From New Deal to New Hard Times, Eleanor Endures (NY Times)
From The New York Times:
By DAN BARRY
Published: December 24, 2009
Dozens of New Deal “resettlement” communities dotted the country: the Penderlea Homestead Farms in North Carolina; the Phoenix Homesteads in Arizona; the Dyess Colony in Arkansas, where Johnny Cash grew up. And here: on fertile West Virginia land beside the Kanawha River, a community named after Eleanor Roosevelt, First Lady of the New Deal.
Over the years, these New Deal towns have been praised as a sound response to paralyzing poverty and criticized as flawed, communism-tinted social experiments. But in this hard time, as half-built subdivisions stand as ghostly testaments to economic failure, a place like Eleanor reflects a government action that worked, and works.
http://www.nytimes.com/2009/12/25/us/25eleanor.html?scp=1&sq=eleanor,west%20virginia&st=cse
By DAN BARRY
Published: December 24, 2009
Dozens of New Deal “resettlement” communities dotted the country: the Penderlea Homestead Farms in North Carolina; the Phoenix Homesteads in Arizona; the Dyess Colony in Arkansas, where Johnny Cash grew up.
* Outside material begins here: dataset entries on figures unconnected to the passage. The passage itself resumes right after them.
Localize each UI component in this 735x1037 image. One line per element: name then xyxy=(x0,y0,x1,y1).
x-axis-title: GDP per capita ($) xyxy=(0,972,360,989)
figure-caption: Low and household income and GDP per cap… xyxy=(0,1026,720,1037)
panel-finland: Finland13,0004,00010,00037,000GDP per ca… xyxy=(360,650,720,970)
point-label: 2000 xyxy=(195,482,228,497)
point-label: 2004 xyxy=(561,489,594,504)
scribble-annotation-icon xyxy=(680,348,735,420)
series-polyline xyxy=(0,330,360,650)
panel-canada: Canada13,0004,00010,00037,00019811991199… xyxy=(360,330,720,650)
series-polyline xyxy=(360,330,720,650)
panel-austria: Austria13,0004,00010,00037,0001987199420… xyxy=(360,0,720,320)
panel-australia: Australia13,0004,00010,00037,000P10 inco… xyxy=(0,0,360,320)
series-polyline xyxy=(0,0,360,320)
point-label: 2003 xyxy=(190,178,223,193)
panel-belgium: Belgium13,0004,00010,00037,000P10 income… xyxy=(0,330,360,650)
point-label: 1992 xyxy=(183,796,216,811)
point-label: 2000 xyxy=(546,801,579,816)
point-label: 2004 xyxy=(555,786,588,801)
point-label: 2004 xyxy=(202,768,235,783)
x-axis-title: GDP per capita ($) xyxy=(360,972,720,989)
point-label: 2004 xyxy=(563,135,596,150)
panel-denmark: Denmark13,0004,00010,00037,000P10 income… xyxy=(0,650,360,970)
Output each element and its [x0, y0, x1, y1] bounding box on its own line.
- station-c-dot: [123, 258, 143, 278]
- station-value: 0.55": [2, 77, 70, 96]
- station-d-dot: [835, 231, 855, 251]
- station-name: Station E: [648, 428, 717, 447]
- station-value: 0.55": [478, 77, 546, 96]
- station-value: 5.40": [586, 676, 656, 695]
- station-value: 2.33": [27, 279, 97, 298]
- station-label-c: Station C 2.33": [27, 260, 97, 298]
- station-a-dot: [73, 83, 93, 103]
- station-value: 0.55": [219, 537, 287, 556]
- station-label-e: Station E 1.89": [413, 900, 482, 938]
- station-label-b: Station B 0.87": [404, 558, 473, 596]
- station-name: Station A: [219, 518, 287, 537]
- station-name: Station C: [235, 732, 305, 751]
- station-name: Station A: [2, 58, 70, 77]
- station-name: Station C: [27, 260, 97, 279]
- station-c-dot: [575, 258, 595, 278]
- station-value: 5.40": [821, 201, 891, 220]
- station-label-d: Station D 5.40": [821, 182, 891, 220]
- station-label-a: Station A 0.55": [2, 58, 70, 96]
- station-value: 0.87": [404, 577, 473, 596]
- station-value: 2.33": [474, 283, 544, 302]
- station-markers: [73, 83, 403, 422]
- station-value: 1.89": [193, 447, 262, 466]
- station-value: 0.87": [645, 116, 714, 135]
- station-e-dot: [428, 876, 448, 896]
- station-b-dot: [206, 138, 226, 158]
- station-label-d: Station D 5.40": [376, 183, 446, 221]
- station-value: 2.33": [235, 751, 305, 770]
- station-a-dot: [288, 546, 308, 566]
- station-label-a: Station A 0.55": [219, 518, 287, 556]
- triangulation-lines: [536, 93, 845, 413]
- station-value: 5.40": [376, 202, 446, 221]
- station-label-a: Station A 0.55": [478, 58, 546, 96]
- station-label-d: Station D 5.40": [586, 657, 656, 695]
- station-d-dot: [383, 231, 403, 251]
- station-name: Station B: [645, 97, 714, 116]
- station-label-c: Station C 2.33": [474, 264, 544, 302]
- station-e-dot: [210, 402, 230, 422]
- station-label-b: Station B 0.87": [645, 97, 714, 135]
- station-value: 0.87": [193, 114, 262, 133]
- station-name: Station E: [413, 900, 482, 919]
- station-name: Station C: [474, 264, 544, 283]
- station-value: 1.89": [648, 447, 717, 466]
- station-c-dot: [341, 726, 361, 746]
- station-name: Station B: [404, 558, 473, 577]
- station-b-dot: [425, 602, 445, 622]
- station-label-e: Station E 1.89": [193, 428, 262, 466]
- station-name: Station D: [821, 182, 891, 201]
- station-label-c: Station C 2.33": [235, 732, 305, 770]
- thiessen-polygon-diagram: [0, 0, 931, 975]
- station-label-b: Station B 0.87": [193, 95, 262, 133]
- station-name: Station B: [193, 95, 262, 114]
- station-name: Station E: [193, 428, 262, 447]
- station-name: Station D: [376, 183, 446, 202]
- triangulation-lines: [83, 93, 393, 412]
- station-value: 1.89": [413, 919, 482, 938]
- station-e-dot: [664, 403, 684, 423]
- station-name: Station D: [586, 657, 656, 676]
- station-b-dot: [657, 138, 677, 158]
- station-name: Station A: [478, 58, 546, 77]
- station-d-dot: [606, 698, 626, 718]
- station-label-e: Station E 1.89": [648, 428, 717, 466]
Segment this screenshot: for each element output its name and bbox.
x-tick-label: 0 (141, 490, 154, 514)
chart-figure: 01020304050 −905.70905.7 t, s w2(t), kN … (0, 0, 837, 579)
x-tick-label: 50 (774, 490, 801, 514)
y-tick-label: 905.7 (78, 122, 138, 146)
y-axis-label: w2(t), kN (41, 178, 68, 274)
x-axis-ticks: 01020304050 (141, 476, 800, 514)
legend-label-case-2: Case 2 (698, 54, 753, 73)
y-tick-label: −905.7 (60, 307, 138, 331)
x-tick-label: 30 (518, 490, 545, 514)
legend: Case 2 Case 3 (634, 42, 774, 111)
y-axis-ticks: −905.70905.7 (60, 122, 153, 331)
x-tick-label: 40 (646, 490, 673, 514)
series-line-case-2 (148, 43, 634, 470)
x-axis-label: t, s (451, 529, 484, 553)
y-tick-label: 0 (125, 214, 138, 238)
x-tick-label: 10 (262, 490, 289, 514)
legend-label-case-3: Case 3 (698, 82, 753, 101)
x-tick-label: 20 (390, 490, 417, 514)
And here: on fertile West Virginia land beside the Kanawha River, a community named after Eleanor Roosevelt, First Lady of the New Deal.
Over the years, these New Deal towns have been praised as a sound response to paralyzing poverty and criticized as flawed, communism-tinted social experiments. But in this hard time, as half-built subdivisions stand as ghostly testaments to economic failure, a place like Eleanor reflects a government action that worked, and works.